I mean it's a contradiction in terms. No doubt there have been dictators who thought they were benevolent because they didn't know any better, were victims of circumstance, and so forth, but surely the first task of a benevolent dictator would be to resign the dictator part.
When King Wangchuck of Druk Yul[Bhutan] abdicated the throne and started a democracy the people protested. One said, "they [the legislators] will only look out for themselves."
Heroic myths such as Smith's capitalism often employ the fallacy of the false alternative to produce (and reproduce) themselves. There is no philosophical warrant to respect that process nor any part of it.
Objectively, what you're saying makes no sense. "We must have this dictator, or that" is apparently a choice made collectively by the people; yet nobody wants to be a slave, which is what dictatorship is, and in reason no one should want to be. Why would they? Maybe these communities are under foreign duress, like Syria, Iraq, and Iran, who, as nations and communities, have been under attack for generations, mostly from European and American powers. Being invited to enslave yourself by armed thugs is not really a choice.
So you're saying people want, but don't want what they want? I'm not talking about people deciding they would rather eat than starve. I was trying to rule out force, fraud, bamboozlement, confusion, social pressure, and so on, which can certainly confuse or destroy people's will. What you seem to be specifying is a will to be without will, to be ruled. Well, maybe.
But I was wondering how those Cubans managed to imagine their revolution. Who authorized them?
Somewhere over the rainbow....
When Judy Garland's voice leaps up an octave into the Empyrean and says, "My pure will, my pure desire,l is more beautiful than anything on Earth," who sent for the cops of physics?
I am seeing the situation through the eyes of a person who, due to a series of historical accidents, has had a choice. The Cubans were not so fortunate, so, in order to proceed with their lives free from abject slavery, have had to organize themselves in a military, that is to say, authoritarian way. People who are defending themselves from violence are not expressing a preference for authoritarianism. They might organize themselves very differently if their enemies were removed. Deprecating freedom as dumb is self-contradictory. People, like cats and dogs, want what they want, and not something else.
I mean it's a contradiction in terms. No doubt there have been dictators who thought they were benevolent because they didn't know any better, were victims of circumstance, and so forth, but surely the first task of a benevolent dictator would be to resign the dictator part.
When King Wangchuck of Druk Yul[Bhutan] abdicated the throne and started a democracy the people protested. One said, "they [the legislators] will only look out for themselves."
I could go on...
Heroic myths such as Smith's capitalism often employ the fallacy of the false alternative to produce (and reproduce) themselves. There is no philosophical warrant to respect that process nor any part of it.
Objectively, what you're saying makes no sense. "We must have this dictator, or that" is apparently a choice made collectively by the people; yet nobody wants to be a slave, which is what dictatorship is, and in reason no one should want to be. Why would they? Maybe these communities are under foreign duress, like Syria, Iraq, and Iran, who, as nations and communities, have been under attack for generations, mostly from European and American powers. Being invited to enslave yourself by armed thugs is not really a choice.
So you're saying people want, but don't want what they want? I'm not talking about people deciding they would rather eat than starve. I was trying to rule out force, fraud, bamboozlement, confusion, social pressure, and so on, which can certainly confuse or destroy people's will. What you seem to be specifying is a will to be without will, to be ruled. Well, maybe.
But I was wondering how those Cubans managed to imagine their revolution. Who authorized them?
Somewhere over the rainbow....
When Judy Garland's voice leaps up an octave into the Empyrean and says, "My pure will, my pure desire,l is more beautiful than anything on Earth," who sent for the cops of physics?
I am seeing the situation through the eyes of a person who, due to a series of historical accidents, has had a choice. The Cubans were not so fortunate, so, in order to proceed with their lives free from abject slavery, have had to organize themselves in a military, that is to say, authoritarian way. People who are defending themselves from violence are not expressing a preference for authoritarianism. They might organize themselves very differently if their enemies were removed. Deprecating freedom as dumb is self-contradictory. People, like cats and dogs, want what they want, and not something else.
I don't think you know much about Syria.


- PROBLEM TO SOLVE: Filter the entries for the word "Vout". Copy each line in which it occurs.
________________________________________
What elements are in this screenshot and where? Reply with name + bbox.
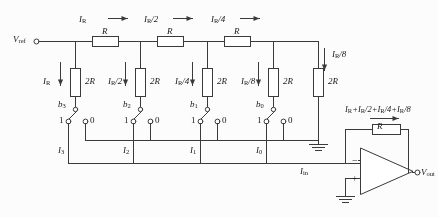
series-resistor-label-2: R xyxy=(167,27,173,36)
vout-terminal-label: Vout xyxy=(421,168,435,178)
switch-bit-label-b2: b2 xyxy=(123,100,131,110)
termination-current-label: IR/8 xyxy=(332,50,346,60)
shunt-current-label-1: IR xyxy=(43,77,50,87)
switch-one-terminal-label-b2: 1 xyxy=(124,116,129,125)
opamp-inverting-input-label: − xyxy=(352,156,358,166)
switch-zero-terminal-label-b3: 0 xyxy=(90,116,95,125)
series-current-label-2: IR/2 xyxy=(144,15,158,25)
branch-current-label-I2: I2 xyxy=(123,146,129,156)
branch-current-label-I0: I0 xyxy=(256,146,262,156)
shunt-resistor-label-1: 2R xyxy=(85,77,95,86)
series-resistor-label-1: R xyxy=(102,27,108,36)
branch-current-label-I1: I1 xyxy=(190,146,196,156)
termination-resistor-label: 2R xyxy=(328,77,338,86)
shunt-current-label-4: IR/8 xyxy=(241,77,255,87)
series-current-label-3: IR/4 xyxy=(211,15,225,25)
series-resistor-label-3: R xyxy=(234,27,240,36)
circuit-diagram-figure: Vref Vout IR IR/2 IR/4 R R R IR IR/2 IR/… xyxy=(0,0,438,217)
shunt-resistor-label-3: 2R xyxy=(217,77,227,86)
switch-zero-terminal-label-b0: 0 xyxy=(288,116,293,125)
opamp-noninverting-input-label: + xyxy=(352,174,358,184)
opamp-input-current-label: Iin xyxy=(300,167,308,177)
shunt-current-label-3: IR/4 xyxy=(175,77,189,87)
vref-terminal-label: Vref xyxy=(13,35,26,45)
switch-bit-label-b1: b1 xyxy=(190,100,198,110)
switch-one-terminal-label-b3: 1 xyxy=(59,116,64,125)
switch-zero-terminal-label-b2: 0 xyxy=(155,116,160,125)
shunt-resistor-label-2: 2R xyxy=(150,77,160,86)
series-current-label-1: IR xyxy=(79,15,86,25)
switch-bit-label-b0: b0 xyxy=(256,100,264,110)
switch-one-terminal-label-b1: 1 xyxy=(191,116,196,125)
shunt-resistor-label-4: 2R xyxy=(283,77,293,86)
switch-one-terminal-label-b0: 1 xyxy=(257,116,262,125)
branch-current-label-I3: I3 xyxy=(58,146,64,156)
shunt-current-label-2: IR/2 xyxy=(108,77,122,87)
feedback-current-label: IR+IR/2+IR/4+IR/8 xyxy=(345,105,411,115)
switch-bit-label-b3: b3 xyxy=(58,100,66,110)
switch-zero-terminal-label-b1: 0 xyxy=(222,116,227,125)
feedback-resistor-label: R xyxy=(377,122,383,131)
________________________________________
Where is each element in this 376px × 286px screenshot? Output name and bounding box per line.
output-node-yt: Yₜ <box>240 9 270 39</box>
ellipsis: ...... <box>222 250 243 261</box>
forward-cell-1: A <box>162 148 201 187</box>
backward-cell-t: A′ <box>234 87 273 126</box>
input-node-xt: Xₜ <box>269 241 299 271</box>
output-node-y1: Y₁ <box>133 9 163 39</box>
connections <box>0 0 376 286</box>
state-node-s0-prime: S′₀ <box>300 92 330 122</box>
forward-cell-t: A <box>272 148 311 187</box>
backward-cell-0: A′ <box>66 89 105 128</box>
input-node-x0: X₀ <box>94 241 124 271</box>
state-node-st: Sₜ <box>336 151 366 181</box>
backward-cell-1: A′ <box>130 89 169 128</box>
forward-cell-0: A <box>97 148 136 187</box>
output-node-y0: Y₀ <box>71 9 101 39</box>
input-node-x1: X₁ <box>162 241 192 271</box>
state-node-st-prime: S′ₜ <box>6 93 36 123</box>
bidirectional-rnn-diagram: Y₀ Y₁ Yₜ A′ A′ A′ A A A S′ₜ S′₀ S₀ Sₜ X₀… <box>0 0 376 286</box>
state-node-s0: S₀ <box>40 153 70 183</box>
________________________________________
- ANSWER TO THIS EXERCISE:
vout-terminal-label: Vout xyxy=(421,168,435,178)
circuit-diagram-figure: Vref Vout IR IR/2 IR/4 R R R IR IR/2 IR/… xyxy=(0,0,438,217)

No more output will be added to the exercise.